The Telegraph, August 11, 1994—
The Texas-based Service Corporation International is plotting a takeover of Britain’s third-biggest undertaker, Great Southern. However sensitively it approaches the British market, inevitably any U.S. involvement is bound to raise here the spectre of the American way of death. Across the Atlantic, death has long meant big money.
The Tqqwelegraph, August 13, 1994—
TEXANS OUT TO MAKE ANOTHER KILLING. The Texas funerals group Service Corporation International has become trigger-happy.… These Texan undertakers have mastered taking-over rather quickly.…
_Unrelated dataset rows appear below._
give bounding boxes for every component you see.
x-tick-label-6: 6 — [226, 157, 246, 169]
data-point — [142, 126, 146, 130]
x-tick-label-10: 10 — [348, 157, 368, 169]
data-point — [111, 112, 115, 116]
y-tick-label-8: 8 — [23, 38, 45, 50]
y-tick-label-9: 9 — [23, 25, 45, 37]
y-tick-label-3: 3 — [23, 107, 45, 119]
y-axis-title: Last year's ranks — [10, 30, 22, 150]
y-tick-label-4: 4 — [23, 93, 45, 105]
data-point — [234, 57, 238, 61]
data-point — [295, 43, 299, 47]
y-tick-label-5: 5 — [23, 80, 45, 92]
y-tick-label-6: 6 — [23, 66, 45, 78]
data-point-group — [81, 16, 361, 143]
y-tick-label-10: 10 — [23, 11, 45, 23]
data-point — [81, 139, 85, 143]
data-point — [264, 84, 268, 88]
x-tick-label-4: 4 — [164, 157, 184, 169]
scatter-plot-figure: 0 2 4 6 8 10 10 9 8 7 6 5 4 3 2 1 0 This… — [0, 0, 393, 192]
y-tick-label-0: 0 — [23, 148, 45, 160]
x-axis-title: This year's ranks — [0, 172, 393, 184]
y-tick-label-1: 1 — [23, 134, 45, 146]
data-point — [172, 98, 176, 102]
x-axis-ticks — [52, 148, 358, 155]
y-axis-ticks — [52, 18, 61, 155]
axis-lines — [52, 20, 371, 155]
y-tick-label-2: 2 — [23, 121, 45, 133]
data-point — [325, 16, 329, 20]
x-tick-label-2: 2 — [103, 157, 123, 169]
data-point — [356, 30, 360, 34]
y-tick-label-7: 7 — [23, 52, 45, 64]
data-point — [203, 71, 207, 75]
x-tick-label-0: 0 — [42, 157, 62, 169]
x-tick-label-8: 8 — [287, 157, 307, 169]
The Guardian, September 3, 1994—
Last night SCI president, Bill Heiligbrodt, was jubilant about the success of his lightning campaign, which started on May 30 when he landed in the U.K. with the fixed intention of building a major business in the U.K. “I’m having a lot of fun now,” he said.… “We are here now for the rest of time.”
Across the pond, the funeral trade press was in a celebratory mood. The Southern Funeral Director (September 1994) offered some predictions about the future of British funerals now that SCI was on the scene:
The British cremation rate runs about 75 percent. This is not necessarily by choice, but because nobody markets “Americanized funerals” to them. The British aren’t real big on selling the casketed service. But leave it to SCI to educate them. SCI will establish yet another stronghold market for caskets.
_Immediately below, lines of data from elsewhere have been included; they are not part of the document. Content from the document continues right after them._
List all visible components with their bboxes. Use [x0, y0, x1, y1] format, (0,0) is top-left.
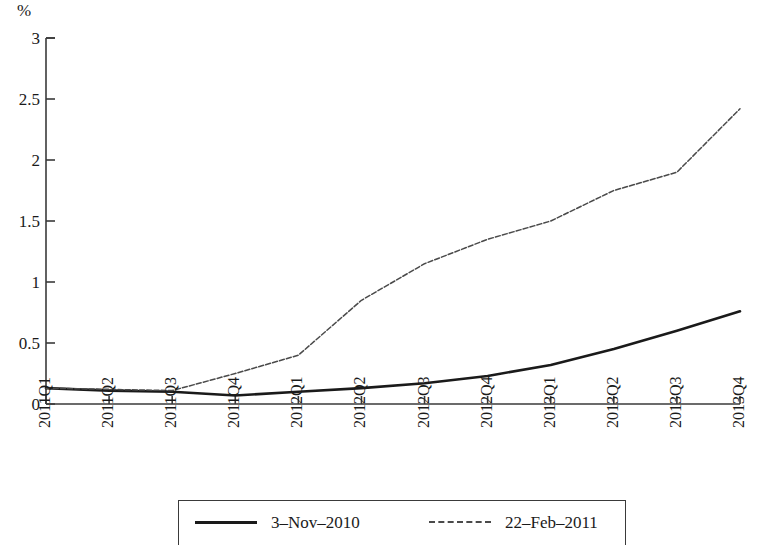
x-tick-label: 2012Q1	[289, 376, 305, 428]
x-tick-label: 2012Q4	[479, 376, 495, 428]
data-series-line-0	[46, 311, 740, 395]
x-tick-label: 2013Q3	[668, 376, 684, 428]
legend-label-series-0: 3–Nov–2010	[271, 514, 360, 531]
x-tick-label: 2013Q1	[542, 376, 558, 428]
data-series-line-1	[46, 109, 740, 391]
legend: 3–Nov–2010 22–Feb–2011	[178, 500, 626, 545]
legend-entry-series-0: 3–Nov–2010	[195, 512, 360, 532]
x-tick-label: 2012Q3	[416, 376, 432, 428]
x-tick-label: 2011Q4	[226, 377, 242, 428]
x-tick-label: 2011Q1	[37, 377, 53, 428]
x-tick-label: 2011Q3	[163, 377, 179, 428]
legend-line-sample-dashed	[429, 516, 491, 528]
legend-label-series-1: 22–Feb–2011	[505, 514, 598, 531]
x-tick-label: 2011Q2	[100, 377, 116, 428]
x-tick-label: 2013Q2	[605, 376, 621, 428]
x-tick-label: 2012Q2	[352, 376, 368, 428]
plot-area	[0, 0, 759, 545]
x-tick-label: 2013Q4	[731, 376, 747, 428]
legend-entry-series-1: 22–Feb–2011	[429, 512, 598, 532]
legend-line-sample-solid	[195, 516, 257, 528]
line-chart-figure: % 00.511.522.53 2011Q12011Q22011Q32011Q4…	[0, 0, 759, 545]
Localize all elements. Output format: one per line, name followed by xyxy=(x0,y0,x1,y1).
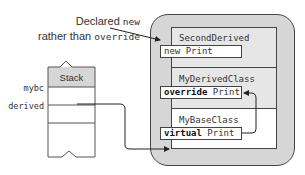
stack-body-outline xyxy=(48,67,95,157)
callout-arrow xyxy=(110,28,160,40)
stack-top-zigzag xyxy=(48,61,95,67)
connector-lines xyxy=(0,0,305,175)
mybc-reference-arrow xyxy=(77,104,169,149)
virtual-dispatch-arrow xyxy=(242,93,256,133)
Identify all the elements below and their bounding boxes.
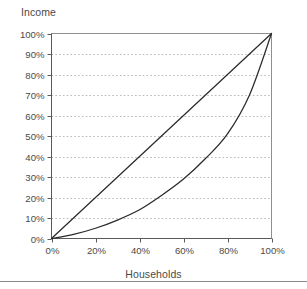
- x-tick-label: 80%: [219, 245, 239, 256]
- x-tick-label: 0%: [46, 245, 60, 256]
- x-tick-label: 40%: [131, 245, 151, 256]
- y-axis-ticks: 0%10%20%30%40%50%60%70%80%90%100%: [20, 29, 52, 245]
- y-tick-label: 0%: [31, 234, 45, 245]
- lorenz-curve-chart: Income 0%10%20%30%40%50%60%70%80%90%100%…: [0, 0, 307, 289]
- x-tick-label: 20%: [87, 245, 107, 256]
- bottom-rule: [0, 281, 307, 282]
- x-tick-label: 100%: [260, 245, 285, 256]
- y-tick-label: 80%: [25, 70, 45, 81]
- y-tick-label: 60%: [25, 111, 45, 122]
- y-tick-label: 30%: [25, 172, 45, 183]
- x-tick-label: 60%: [175, 245, 195, 256]
- x-axis-title: Households: [0, 268, 307, 280]
- y-tick-label: 20%: [25, 193, 45, 204]
- y-tick-label: 100%: [20, 29, 45, 40]
- plot-area: 0%10%20%30%40%50%60%70%80%90%100% 0%20%4…: [0, 0, 307, 289]
- y-tick-label: 10%: [25, 213, 45, 224]
- y-tick-label: 40%: [25, 152, 45, 163]
- y-tick-label: 70%: [25, 90, 45, 101]
- y-tick-label: 50%: [25, 131, 45, 142]
- x-axis-ticks: 0%20%40%60%80%100%: [46, 239, 286, 256]
- y-tick-label: 90%: [25, 49, 45, 60]
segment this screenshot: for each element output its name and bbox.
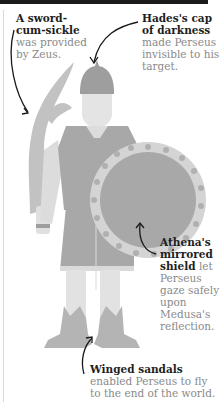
- caption-cap-body: made Perseus invisible to his target.: [142, 36, 219, 72]
- caption-sandals-body: enabled Perseus to fly to the end of the…: [90, 375, 215, 399]
- caption-sword-body: was provided by Zeus.: [16, 36, 87, 60]
- caption-sword-title: A sword-cum-sickle: [16, 12, 80, 36]
- caption-sword: A sword-cum-sickle was provided by Zeus.: [16, 12, 96, 60]
- caption-cap-title: Hades's cap of darkness: [142, 12, 212, 36]
- helmet-icon: [80, 60, 114, 94]
- cap-arrow-icon: [94, 22, 138, 62]
- caption-shield: Athena's mirrored shield let Perseus gaz…: [160, 236, 221, 332]
- caption-cap: Hades's cap of darkness made Perseus inv…: [142, 12, 221, 72]
- caption-sandals-title: Winged sandals: [90, 363, 183, 375]
- caption-sandals: Winged sandals enabled Perseus to fly to…: [90, 363, 221, 399]
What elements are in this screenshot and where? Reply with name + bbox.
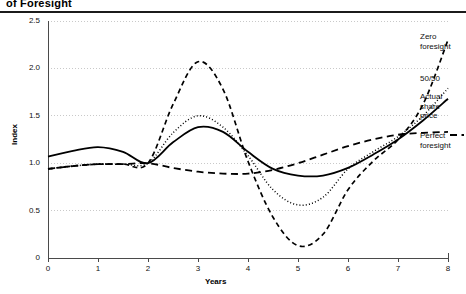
legend-label-perfect-foresight: Perfect foresight bbox=[420, 131, 451, 150]
x-tick-label: 5 bbox=[288, 264, 308, 273]
y-tick-label: 1.0 bbox=[14, 158, 40, 167]
y-tick-label: 2.5 bbox=[14, 16, 40, 25]
axis-ticks bbox=[48, 258, 448, 262]
x-axis-label: Years bbox=[205, 277, 226, 286]
legend-label-fifty-fifty: 50/50 bbox=[420, 74, 440, 84]
x-tick-label: 2 bbox=[138, 264, 158, 273]
data-series-group bbox=[48, 40, 448, 247]
x-tick-label: 4 bbox=[238, 264, 258, 273]
x-tick-label: 6 bbox=[338, 264, 358, 273]
gridlines bbox=[48, 21, 448, 211]
series-line-perfect-foresight bbox=[48, 132, 448, 174]
y-tick-label: 0 bbox=[14, 253, 40, 262]
series-line-zero-foresight bbox=[48, 40, 448, 247]
plot-canvas bbox=[0, 0, 466, 294]
x-tick-label: 0 bbox=[38, 264, 58, 273]
y-tick-label: 0.5 bbox=[14, 206, 40, 215]
axis-lines bbox=[48, 21, 448, 258]
legend-label-actual-share-price: Actual share price bbox=[420, 92, 442, 121]
y-tick-label: 2.0 bbox=[14, 63, 40, 72]
x-tick-label: 7 bbox=[388, 264, 408, 273]
x-tick-label: 8 bbox=[438, 264, 458, 273]
legend-label-zero-foresight: Zero foresight bbox=[420, 32, 451, 51]
x-tick-label: 3 bbox=[188, 264, 208, 273]
y-tick-label: 1.5 bbox=[14, 111, 40, 120]
x-tick-label: 1 bbox=[88, 264, 108, 273]
chart-figure: of Foresight Index Years 00.51.01.52.02.… bbox=[0, 0, 466, 294]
Resistance to SCI’s pedagogical incursion was soon apparent. Pharos, organ of the British Cremation Society, called its account of the takeover INVASION OF THE BODY SNATCHERS. It warned of “possible price rise and the arrival of U.S.-style high-pressure sales methods.” Imported American coffins, it noted, may have a markup of up to 900 percent.
Unkindest of all was a prizewinning television documentary deriding the SCI takeover, scathingly titled “Over My Dead Body,” unanimously praised by the television critics and chosen as “Pick of the Week” by the Times. It was broadcast on November 27, 1994, just three months after SCI had consummated its U.K. transaction.
Set forth for British viewers to gape at in wonder are a funeral directors’ trade fair at which are displayed a gruesome array of embalming fluids, tools for removing the innards, cosmetics for corpses, and a dazzling assortment of caskets, culminating in “our top-of-the-line” item priced at $85,000. Jerry Pullin, SCI’s man in London, explains:
We feel the opportunities are greatest in offering a broader range of merchandise and services which will enhance our revenue base by offering enhanced consumer choices.
L. William Heiligbrodt, president of SCI, tells the viewing audience why the average price of Australian funerals rose by 40 percent after his company entered that market:
We have found in Australia in the short time we’ve been there that people have chosen to spend more on funerals. I want again to emphasize “chosen.” It’s been their choice. The fact that our revenues per funeral have grown in Australia is because the Australian public have demanded it. In the U.K., that’s our goal, as well.
There is a segment on SCI’s immediate predecessor, one Howard Hodgson, known as the “yuppie undertaker,” a great fan of Mrs. Thatcher and one of the entrepreneurial stars of the Iron Lady’s regime. He describes how he achieved economies of scale via the “clustering” strategy, refurbishing funeral parlors, buying new hearses, and adding services like embalming, in fact, preparing the ground for SCI, to whom he eventually sold.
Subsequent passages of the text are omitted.